The Moss Maiden thought for a moment. “I think so. What do you want to look like?”
“Like a demon,” Miranda said. Then she looked at me and raised her shackled wrists. “Also, can you unchain me? We haven’t even gone on a date yet, and it seems a bit early for S&M.”
***
The Moss Maiden laid her hands on Miranda’s forehead and sung another song, this one faster-paced and more clipped, but no less beautiful than the melody that had preserved Miranda’s body while I extracted the demon. Miranda shivered as the veil fell over her, and when she opened her eyes they glowed with green fire.
“How do I look?” she asked.
“Creepy,” I said.
“Perfect. Thank you, Esmeralda.”
The Moss Maiden smiled demurely. “Anything I can do to help defeat the White Lady. She’s very mean.”

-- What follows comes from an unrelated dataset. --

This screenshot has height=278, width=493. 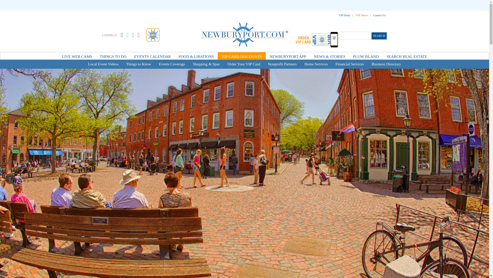 What do you see at coordinates (380, 35) in the screenshot?
I see `Search` at bounding box center [380, 35].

Miranda took the Exorcist’s Dagger and cut the eyelet that held the shackles to the floor, leaving the fetters connected by the thick, heavy chain. “What are you doing with those?” I asked.
Miranda grinned. “Chaining you up.”
“I, uh, huh. What were you saying about not even going on a date?”
She leered at me. “Come on. You got to see me in this,” she gestured at the Valkyrie’s vestments, “which appears to be made of tissue paper and happy thoughts. It’s only fair. And it’ll help sell Holda on my plan. Besides, you can use that Key to get out pretty quickly, right?”
“Yeah.”
“Then come on, lover boy. Let’s get naughty.”
Miranda closed the manacles around my wrists. I was immediately cut off from the Æther, from my power, and it left me feeling naked and vulnerable. It was probably all in my head–the manacles didn’t seem to do much of anything until I tried to use my magic–but I was uncomfortable all the same.
Miranda grabbed the middle of the chain. “Jesus, these things are heavy.”
“They’re dwarven-made,” Esmeralda said. “They tend to overcompensate.”
I gathered up the chains. Without the Æther to strengthen me, I had trouble moving them. “Okay, let’s go. Can you find your way back to Holda’s throne?”
Miranda nodded. The Moss Maiden, however, began to tremble. “I can’t go in there,” she said. “They’ll eat me.”
I smiled down at her. “You’ve already done more than enough, Esmeralda. Thank you.”
She ran over, frighteningly fast, and hugged my leg. “Be careful.” She ran over and hugged Miranda, too. “Take care of him,” she said sternly.
Miranda laughed. “I’ll do what I can.”
Esmeralda ran off, disappearing in the blink of an eye.
“Ready?” I asked.
Miranda led me out of the cell and down the hallway. “This way.”
The cell was deep inside the mountain. We walked for about twenty minutes, the entire time climbing a subtle incline, before we got to a part of the cavern I recognized. The sounds of frantic folk music echoed off the crystal walls.
Miranda took a deep, steadying breath. “Okay, play along. Pretend I just kicked your ass.”
I nodded. Miranda stormed into Holda’s throne room, dragging me along by the giant iron chains. The walkway I had destroyed had been remade, stretching out over the deadly waters. I stumbled and limped after Miranda, favoring my right leg and acting like my right shoulder was out of joint. Holda saw our approach and clapped her hands twice. The music and the dancing stopped instantly, and every demonic eye turned toward us.
“Kára?” Holda asked. “Is everything all right?”